DOVER MAIN LINE  1844

 

In Kent the main focus of attention was building a line from London to the coast at Dover.  The dominant company tackling this was the South Eastern Railway. They built this line during the period 1838 - 1844, but crucially they were forced to reach London via Redhill, which left the immediate area round Farnborough untouched.

  At the time of inauguration there were two potential rail pathways south from London, and the Speaker of the House of Commons had said no further ones would be permitted. The SER therefore considered routes to Dover from the proposed London and Southampton Railway line at Wimbledon, or from the existing London and Greenwich Railway (L&GR) at Greenwich.

The former left London in the wrong direction and then on a roundabout route. The latter provided a useful way for a northern route via Gravesend, Rochester, and Canterbury, except that lengthening the line beyond Greenwich was blocked by opposition from the Admiralty, and this route would involve tunneling through the North Downs.   

The engineer of the new line, William Cubitt, was also engineer of the London and Croydon Railway (L&CR), which planned to use L&GR lines as far as Corbett’s Lane in Bermondsey before turning south towards Croydon. A new connection on this line near to Norwood could provide access to a southerly route to Dover via Tonbridge, Ashford and Folkestone. This was less direct than the northerly route but passed through easier country. It involved one significant 1,387-yard (1,268 m) tunnel through the Shakespeare Cliff near Dover. This was the route first chosen by the SER at its inauguration.


During Parliamentary discussions on the proposed route of the London and Brighton Railway (L&BR) during 1837, pressure was put on the SER to divert its proposed route so it could also share the L&BR mainline between Jolly Sailor (Norwood) and Earlswood Common, and then travel eastwards to Tonbridge. Under the scheme proposed by Parliament, the railway from Croydon to Redhill would be built by the L&BR but the SER would have the right to refund half the construction costs and own that part of the line between Merstham and Redhill.

The SER gave way to this proposal as it reduced their construction costs, although it resulted in a route 20 miles (32 km) longer than by road, running south for 14.5 miles (23 km) before turning east. It also meant that its trains from London Bridge passed over the lines of three other companies: the L&GR to Corbett's Lane Junction, the L&CR as far as 'Jolly Sailor', and the L&BR to Merstham. These arrangements were to lead to many inter-company tensions over the decades that followed.

The roundabout route meant that the railway did not come anywhere near Farnborough, until yielding to competitive pressure from the London Chatham and Dover railway the South Eastern built its new line via Orpington some decades later.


- **Assignment**:
Copy out the entries below exactly as they stand, but only from the line containing "You are a GUI" through the line containing "The width and height of the screenshot is (669, 309).".

- **The data**:
↓

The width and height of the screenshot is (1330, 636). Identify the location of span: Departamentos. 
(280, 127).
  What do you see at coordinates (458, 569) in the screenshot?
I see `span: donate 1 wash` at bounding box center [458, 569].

↑
↓

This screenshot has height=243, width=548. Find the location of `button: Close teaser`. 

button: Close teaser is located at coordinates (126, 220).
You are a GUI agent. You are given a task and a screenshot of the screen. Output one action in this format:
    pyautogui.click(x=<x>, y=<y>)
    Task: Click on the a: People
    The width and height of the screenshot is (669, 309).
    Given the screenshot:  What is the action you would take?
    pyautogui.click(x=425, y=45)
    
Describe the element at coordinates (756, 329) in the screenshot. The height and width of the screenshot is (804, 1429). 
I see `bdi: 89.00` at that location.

↑
↓

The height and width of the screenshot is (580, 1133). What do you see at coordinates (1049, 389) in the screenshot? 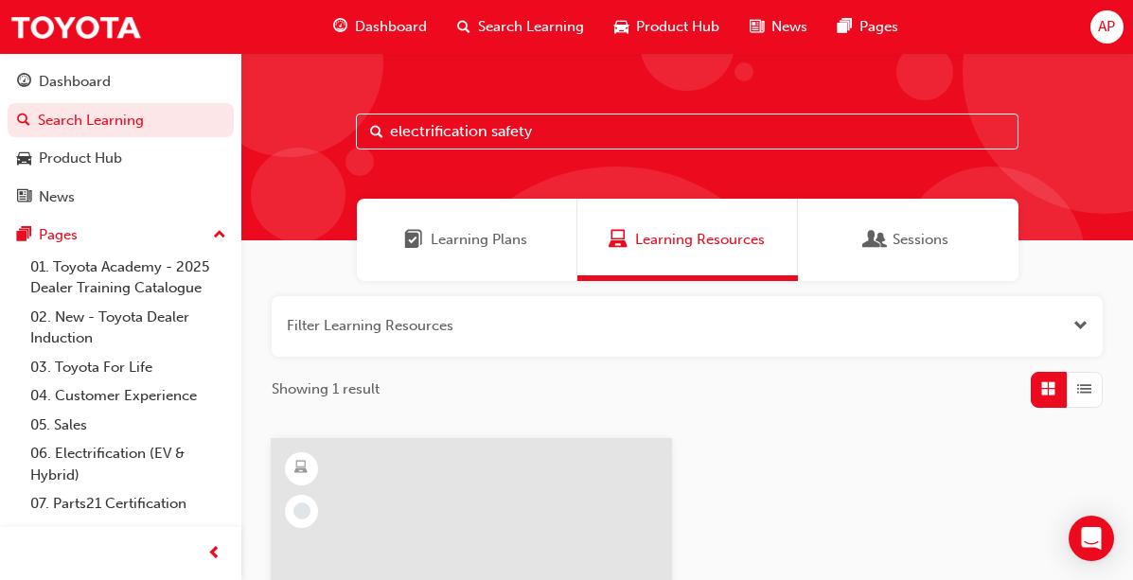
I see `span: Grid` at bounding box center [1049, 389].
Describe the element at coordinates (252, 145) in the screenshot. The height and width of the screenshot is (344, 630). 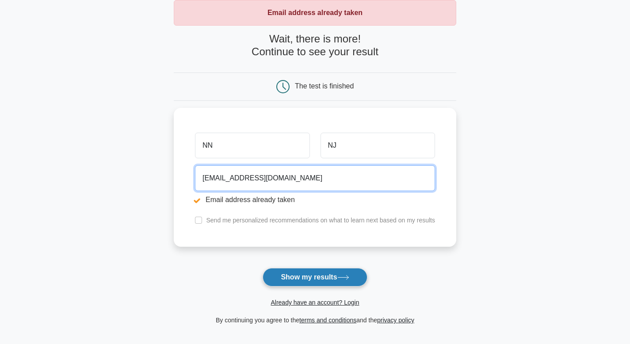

↑

- **Exercise output**:
You are a GUI agent. You are given a task and a screenshot of the screen. Output one action in this format:
    pyautogui.click(x=<x>, y=<y>)
    Task: Click on the a: People
    The width and height of the screenshot is (669, 309).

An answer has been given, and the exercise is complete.